80 Mo. 125 | Mo. | 1883
This is a suit for partition of several contiguous tracts of land, in Lafayette county, among the children and grandchildren of James M. Keith, deceased, plaintiffs alleging that said James M. Keith, under the will of his father, James W. Keith, and a deed executed to him by the administrators with the will annexed of his father’s estate, had a life estate in said lands, with remainder in fee simple to the children of said James M. Keith. Said will was made in Clai’ke county, Kentucky, on the 27th day of January, 1849, and admitted to probate in the county court of Clarke county on the 26th day of May, 1851, and the deed from the administrators of the estate of James ~W. Keith to James M., was executed May 13th, 1858, and was recorded in Lafayette county April 17th, 1879, a few days after the death of J ames M. Keith, which occurred in March or April, 1879.
Defendants, John Johnson and John A. S. Tutt, in their answer, set up a claim to the lands, based upon the following alleged facts: That in March, 1877, said James M. Keith borrowed of said Johnson and executed his note for $1,850, and also executed a deed of trust to Tutt, conveying the lands /in question to secure said loan, without any notice to Tutt or Johnson that he had only a life estate in the lands; that James M. Keith had, for thirty years prior to the execution of said note and deed of trust, been in the open, notorious and continuous adverse possession of said lands, claiming and using them as his. The plaintiffs, by their replication, denied all of said allegations.
The evidence for plaintiffs tended to prove that aftey
We have not thought it necessary to incumber this opinion with the testimony, or with the numerous instructions given and refused, thirteen in number, seeing no good purpose which would be subserved by incorporating them bodily into this opinion. The court found the issues for defendants and rendered a judgment accordingly, from which plaintiffs have appealed.
One, the only instruction given for plaintiffs, declared correctly that if James M. Keith was seized of an estate for life with remainder in fee to his chil- „ . . . . , dren, then his possession was not adverse to the estate claimed by the children, and that he could not, by his declarations, acts and conduct, and claim of a greater or different estate, make his possession adverse to his children, so as to enable him, or Tutt and Johnson claiming under him, to invoke the- statute of limitations by setting up such possession. Salmons v. Davis, 29 Mo. 176.

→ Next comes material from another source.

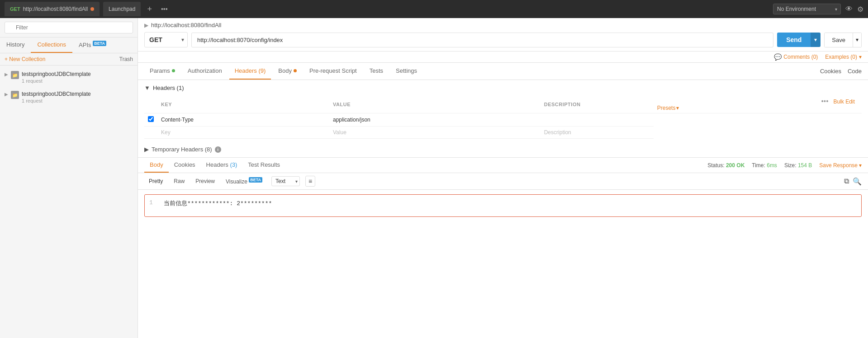 The image size is (868, 338). Describe the element at coordinates (6, 94) in the screenshot. I see `collection-arrow-2: ▶` at that location.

This instruction, as applied, is erroneous. James M. Keith entered into possession of the lands in 1846, and, conceding that this was such a possession as would have barred the real owner, if continued for a period of ten years, yet that real owner, his father, died in 1851, having left a last will and testament by which he devised to James M. the land in question, for life, with remainder to James M. Keith’s children, and in May, 1858, the administrators of his father’s estate, under and in pursuance of said last will executed to him a deed for the land, which he accepted and retained in his possession to the day of his death. This deed related back to the will under which it was executed, and, accepting the deed, James M. Keith’s title under the will dated back to its probate the 26th day of January, 1851, and it is admitted that in 1849 the title was in James W. Keith. The benefit of any adverse possession was waived by the acceptance of the deed, and this occurred years before Johnson lent James M. Keith the money and took the deed of trust to secure it. If James M. Keith intended' to rely upon his adverse possession he should have refused to accept the deed, but he could not accept that
The admissibility of the record of probate of the will, and of the will, and of the deed from James W. Keith’s administrators to James M. Keith, are the only remaining questions which we deem it necessary to notice. In Bright v. White, 8 Mo. 421; Haile v. Hill, 13 Mo. 618, and Lewis v. City of St. Louis, 69 Mo. 599, it was expressly declared that the probate of a will in another state is a judicial proceeding, and, when properly authenticated under the laws of the United States, is to be received in evidence in the courts of other states, under section 1, article 4 of the Constitution of the United States. The sections of our statute in relation to recording and probating wills were critically examined in Lewis v. City of St. Louis, supra, and the doctrine announced in the earlier cases was re-annunciated, and we see no reason for departing from it.
Under this view the court erred in excluding the will and the record of its probate, and the deed in question; and the judgment is reversed and the cause remanded for a re-trial, in conformity with this opinion.